I am a new user to this list from Amritsar, India.[sample data deleted]
I have a home network on internal IP 192.168.x.x, connected through GW 172.16.0.141 to a cable (Ethernet Cat 5 Cable) ISP having internal IP network 172.16.x.x and giving Internet connectivity through GW 172.16.0.1, which he claims is firewalled (though I doubt they are competent at it, as they could not find mac address in a broadcast packet...IMHO they are using a consultant, who they are unwilling to call again n again...maybe due to his charges).
My GW 172.16.0.141 is a multihomed linux box with Linux Firewall Project firewall on it (installed it a few days ago and am still in the process of understanding it). Firewall is generating huge logs about a Martian packet being detected having IP 192.16.1.101 on eth1 which is 172.16.0.141 ie external interface. It also lists Ethernet II header giving hardware address of the broadcast packet.
I am not competent enough to compile a sniffer yet on Linux but I plugged a windows machine directly on to the ISPs cable and sniffed the Martian packets...I am listing them here, please advise if this packet is having a spoofed IP address (ie is a virus or hacker transmission) or if seems to be a genuine DHCP broadcast. If DHCP broadcast...how do I find out if it is coming from the ISP's Internet GW or from his internal network.
Maybe I am wrong but I don't think its a genuine DHCP broadcast (from someone like myself who has connected an inner 192.168.x.x network to the cable ISP's wire) as I am getting no other packets except these broadcast ones...I am sure a leakage would not be discriminating and leak only DHCP broadcast. But then I am a linux newbie.
I believe I can use the arp command to find out the MAC addresses of machines on isp's network but i do not know the various issues involved and the syntax.
Please help. One decoded & several undecoded packets are given below.
With my thanks in advance
I'm not familiar with the sniffer you used (so the *format* of the decoded data is not familiar to me), and I am not up to decoding hex by hand this morning, but the decoded packet appears genuine. Barring unusual setups, DHCP broadcast packets do not cross routers, so it should be from the same ISP "LAN" as the one you are on. Here are two things to check:
1. How often are the Martians coming in?
2. Are they all coming from the same MAC address?
If the answer to (2) is YES, then this machine requests a DHCP lease from time to time. What then? Depends a bit on the answer to (1); I see two possibilities.
One possibility: it never gets one. (Perhaps he is trying to connect 2 hosts but is restricted to 1 IP address. You don't tell me enough about your ISP for me to guess about *how* your ISP might restrict address assignment; ISPs who deliver their services over Cat5 cable are not in my experience, so I could only guess wildly.) Since it does not get a lease, it lacks a usable routing table and can only send broadcast packets (which is why that is all you ever see).
Second possibility: it does get a lease, and its further transmissions use a 172.16.1.d address so are no longer Martians. So you don't see them until the next time it requests a lease from the Martian address. (Why does it switch back to 192.168.1.101? Maybe it's a laptop that moves between 2 networks.)
The "arp" command does not do what you think. It checks your host's (in this case, I suppose your router's) arp table. It does not itself generate arp queries. To check MAC addresses on a LAN, one method is to broadcast ping the LAN (or run a program that quickly pings each address), then use "arp" to check what IP addresses have valid MAC addresses associated with them in the arp cache.
In any case, I would not worry about this problem. Your firewall is stopping these packets, just as it should. Even if it is an attack, it is one you are not vulnerable to, since your firewall will not itself be listening on port 67 on its external interface, and the RFC1918 firewall rule should be DENYing (not REJECTing) these Martians, leaving you properly stealthy.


● TASK TO COMPLETE
Copy, pictures aside: the lines below from the one that holds "Describe the element at coordinates (861, 205)" through the final line of the listing, both ends included, exactly as they are and nothing else.
· · · · ·
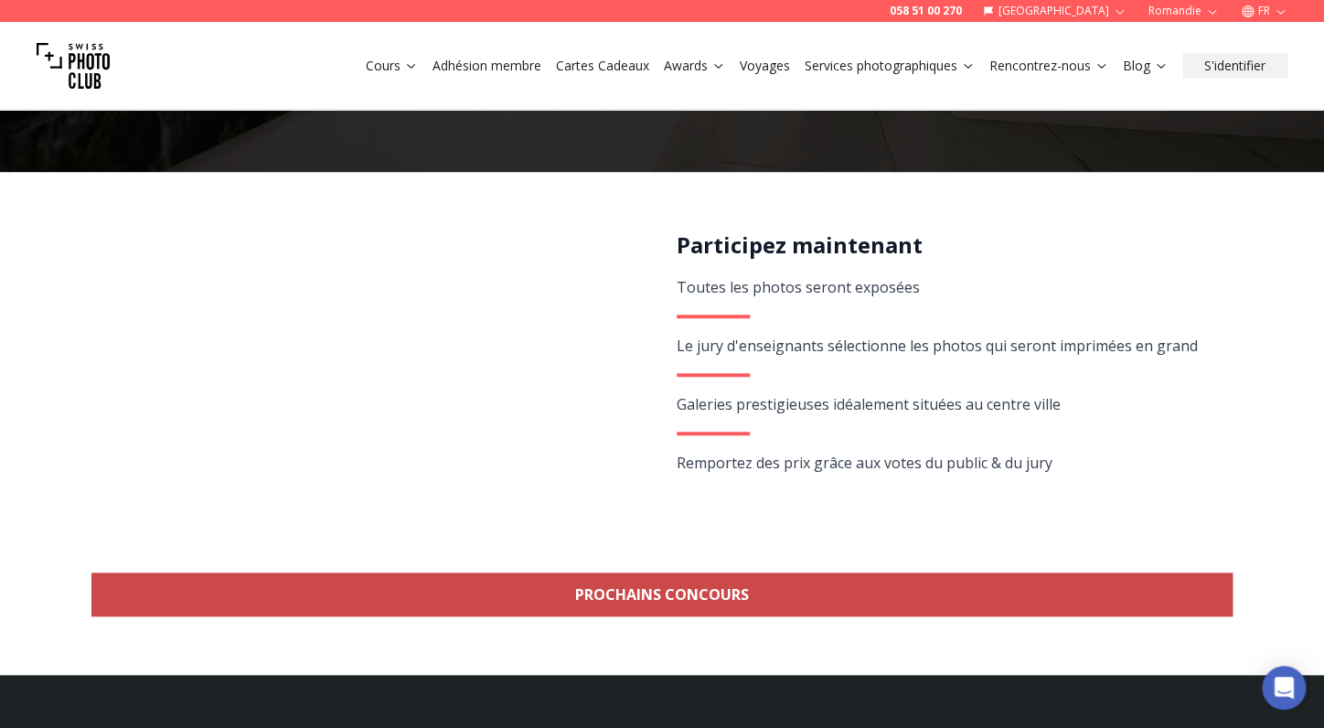 The height and width of the screenshot is (728, 1324). I want to click on a: Awards, so click(694, 66).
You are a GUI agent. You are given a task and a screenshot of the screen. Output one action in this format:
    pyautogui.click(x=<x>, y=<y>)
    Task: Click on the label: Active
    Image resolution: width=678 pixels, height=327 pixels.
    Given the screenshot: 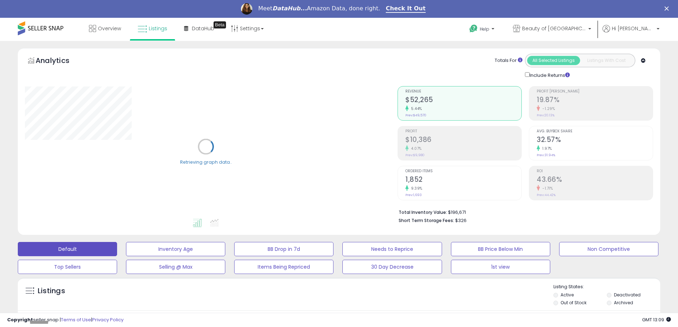 What is the action you would take?
    pyautogui.click(x=567, y=295)
    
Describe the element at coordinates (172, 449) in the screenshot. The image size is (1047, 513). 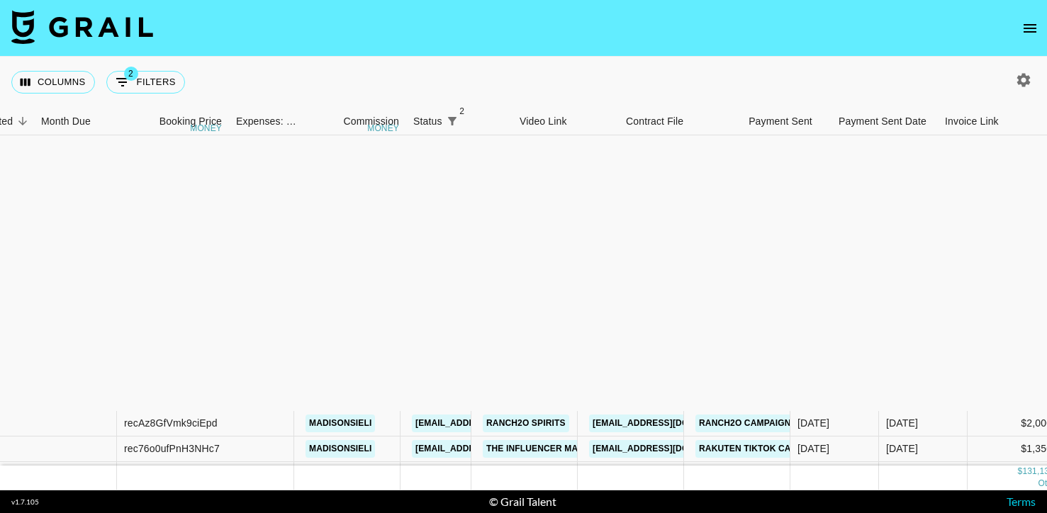
I see `div: rec76o0ufPnH3NHc7` at that location.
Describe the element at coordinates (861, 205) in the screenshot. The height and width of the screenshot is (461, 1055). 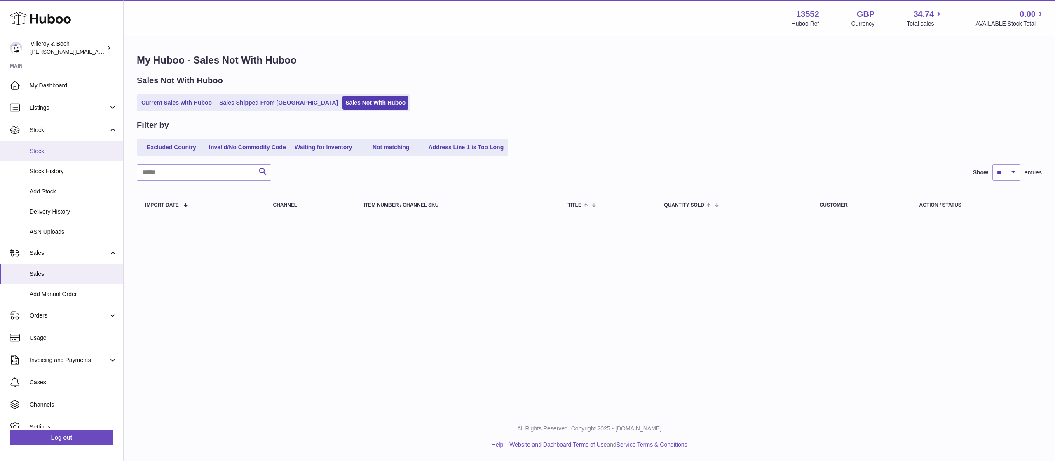
I see `div: Customer` at that location.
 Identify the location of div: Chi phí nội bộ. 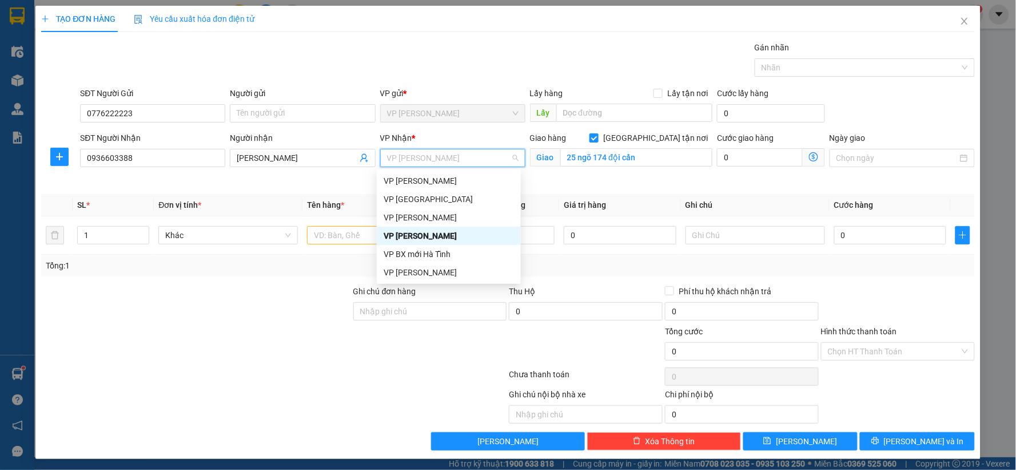
(742, 396).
· · · · ·
● RESULT OF THE EXERCISE
Describe the element at coordinates (861, 205) in the screenshot. The height and width of the screenshot is (461, 1055). 
I see `div: Customer` at that location.
 Identify the location of div: Chi phí nội bộ. 
(742, 396).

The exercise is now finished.